|
The innovation is ready. The client system environment is ready. The change agents are ready and trained, and a careful, collaborative plan has been generated. Representatives of all the key stakeholders have been involved throughout the process, and are satisfied that this change--and the way its implementation will be managed--is in the best interests of their organization. Appropriate resources have been identified and acquired, and the innovation has performed well in a trial for the change team. The hard part is over, right?
Many change agents have walked away at this point, their fees collected, and added another "success" to their resume. Many would likely do so today. However, while all the milestones in the previous paragraph do set up an ideal situation for change (better than most of us will ever encounter!), the point where most innovations fail and are discontinued still lies ahead.

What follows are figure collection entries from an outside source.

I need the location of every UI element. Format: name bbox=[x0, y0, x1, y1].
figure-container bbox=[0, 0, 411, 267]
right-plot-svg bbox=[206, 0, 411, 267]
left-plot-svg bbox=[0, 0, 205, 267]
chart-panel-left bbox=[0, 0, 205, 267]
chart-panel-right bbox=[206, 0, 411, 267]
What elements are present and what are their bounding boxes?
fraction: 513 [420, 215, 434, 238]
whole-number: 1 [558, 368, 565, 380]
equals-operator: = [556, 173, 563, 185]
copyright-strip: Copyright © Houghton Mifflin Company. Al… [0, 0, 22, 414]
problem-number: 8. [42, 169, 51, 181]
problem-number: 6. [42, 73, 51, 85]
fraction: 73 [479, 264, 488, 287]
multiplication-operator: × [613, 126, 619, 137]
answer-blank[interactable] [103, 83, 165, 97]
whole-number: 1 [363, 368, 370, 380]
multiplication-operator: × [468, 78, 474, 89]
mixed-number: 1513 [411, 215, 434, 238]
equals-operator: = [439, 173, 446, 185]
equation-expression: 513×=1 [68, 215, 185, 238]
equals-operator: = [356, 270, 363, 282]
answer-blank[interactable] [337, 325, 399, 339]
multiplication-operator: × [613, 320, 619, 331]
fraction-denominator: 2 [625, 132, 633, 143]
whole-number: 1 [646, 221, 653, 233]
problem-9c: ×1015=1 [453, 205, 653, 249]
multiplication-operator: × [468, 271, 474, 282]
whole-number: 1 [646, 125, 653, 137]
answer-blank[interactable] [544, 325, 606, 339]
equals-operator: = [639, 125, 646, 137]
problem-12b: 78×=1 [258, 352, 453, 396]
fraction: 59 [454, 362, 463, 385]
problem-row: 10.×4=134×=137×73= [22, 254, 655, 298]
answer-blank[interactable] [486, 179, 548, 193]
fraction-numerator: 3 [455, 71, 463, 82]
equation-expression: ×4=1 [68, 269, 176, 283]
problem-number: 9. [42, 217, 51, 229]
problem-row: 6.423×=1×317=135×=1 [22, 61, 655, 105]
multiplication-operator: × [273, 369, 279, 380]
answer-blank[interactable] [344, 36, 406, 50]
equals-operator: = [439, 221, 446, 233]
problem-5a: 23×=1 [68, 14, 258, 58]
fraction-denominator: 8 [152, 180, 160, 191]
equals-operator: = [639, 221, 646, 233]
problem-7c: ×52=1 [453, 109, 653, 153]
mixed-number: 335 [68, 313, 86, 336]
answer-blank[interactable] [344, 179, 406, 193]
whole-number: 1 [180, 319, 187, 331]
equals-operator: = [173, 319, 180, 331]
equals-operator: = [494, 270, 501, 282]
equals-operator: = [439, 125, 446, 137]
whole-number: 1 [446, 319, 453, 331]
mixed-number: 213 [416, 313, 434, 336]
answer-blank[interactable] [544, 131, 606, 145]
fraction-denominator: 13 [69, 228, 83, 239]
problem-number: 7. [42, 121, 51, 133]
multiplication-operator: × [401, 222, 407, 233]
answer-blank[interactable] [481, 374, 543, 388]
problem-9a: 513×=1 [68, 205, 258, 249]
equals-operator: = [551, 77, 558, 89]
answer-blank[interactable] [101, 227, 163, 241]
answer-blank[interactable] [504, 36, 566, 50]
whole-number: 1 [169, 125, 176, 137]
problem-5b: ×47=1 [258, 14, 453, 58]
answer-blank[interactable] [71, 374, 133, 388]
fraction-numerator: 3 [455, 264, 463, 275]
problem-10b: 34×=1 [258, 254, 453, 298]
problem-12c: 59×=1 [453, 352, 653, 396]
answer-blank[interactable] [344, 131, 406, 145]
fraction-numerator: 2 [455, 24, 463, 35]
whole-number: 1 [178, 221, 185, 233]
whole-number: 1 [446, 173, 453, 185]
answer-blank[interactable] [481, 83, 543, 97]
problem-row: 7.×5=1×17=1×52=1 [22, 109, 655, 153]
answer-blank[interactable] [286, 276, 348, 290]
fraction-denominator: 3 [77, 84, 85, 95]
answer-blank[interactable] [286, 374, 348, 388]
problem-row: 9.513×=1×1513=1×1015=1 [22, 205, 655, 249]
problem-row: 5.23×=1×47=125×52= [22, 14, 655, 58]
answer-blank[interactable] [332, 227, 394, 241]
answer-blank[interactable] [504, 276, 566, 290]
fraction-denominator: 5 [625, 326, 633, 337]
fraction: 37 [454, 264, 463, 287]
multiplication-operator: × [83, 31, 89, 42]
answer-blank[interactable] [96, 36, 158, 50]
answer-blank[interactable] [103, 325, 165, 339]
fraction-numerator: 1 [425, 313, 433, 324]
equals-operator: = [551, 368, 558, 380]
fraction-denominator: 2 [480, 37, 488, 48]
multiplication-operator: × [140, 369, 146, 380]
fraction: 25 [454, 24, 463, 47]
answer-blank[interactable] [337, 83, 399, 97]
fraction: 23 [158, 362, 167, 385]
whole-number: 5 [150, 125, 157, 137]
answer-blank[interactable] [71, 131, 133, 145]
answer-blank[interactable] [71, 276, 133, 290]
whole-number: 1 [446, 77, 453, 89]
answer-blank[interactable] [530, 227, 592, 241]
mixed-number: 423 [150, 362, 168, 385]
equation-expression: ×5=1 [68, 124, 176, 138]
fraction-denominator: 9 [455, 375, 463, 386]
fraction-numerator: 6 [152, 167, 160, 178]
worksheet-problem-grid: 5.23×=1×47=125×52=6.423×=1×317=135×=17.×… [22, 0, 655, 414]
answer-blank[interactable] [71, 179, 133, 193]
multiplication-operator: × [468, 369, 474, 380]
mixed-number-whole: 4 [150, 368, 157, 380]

Ultimately, innovations are adopted (or rejected) at the system level--frequently, several system (or subsystem) levels--and at the individual level. Unfortunately for the change agent, no change team can ever be "representative enough" for the level of adoption described above to settle the matter--and no client system can ever be autocratic enough for a "decision from the top" to suffice. Each individual user will try the innovation in his own practice, and will make an independent adoption/rejection decision. If enough of these individual decisions go against an innovation--even in a system as centralized as the military--it will almost surely fail, even if only because it is plagued by a seemingly endless series of unexpected "glitches" (Ellsworth, 1998, p. 7). Understanding how these individual decisions operate, as well as the motives and uncertainties underlying them--and addressing those motives and uncertainties to achieve a favorable resolution--calls for a focus on the intended adopter couched in the context of the change effort as a whole.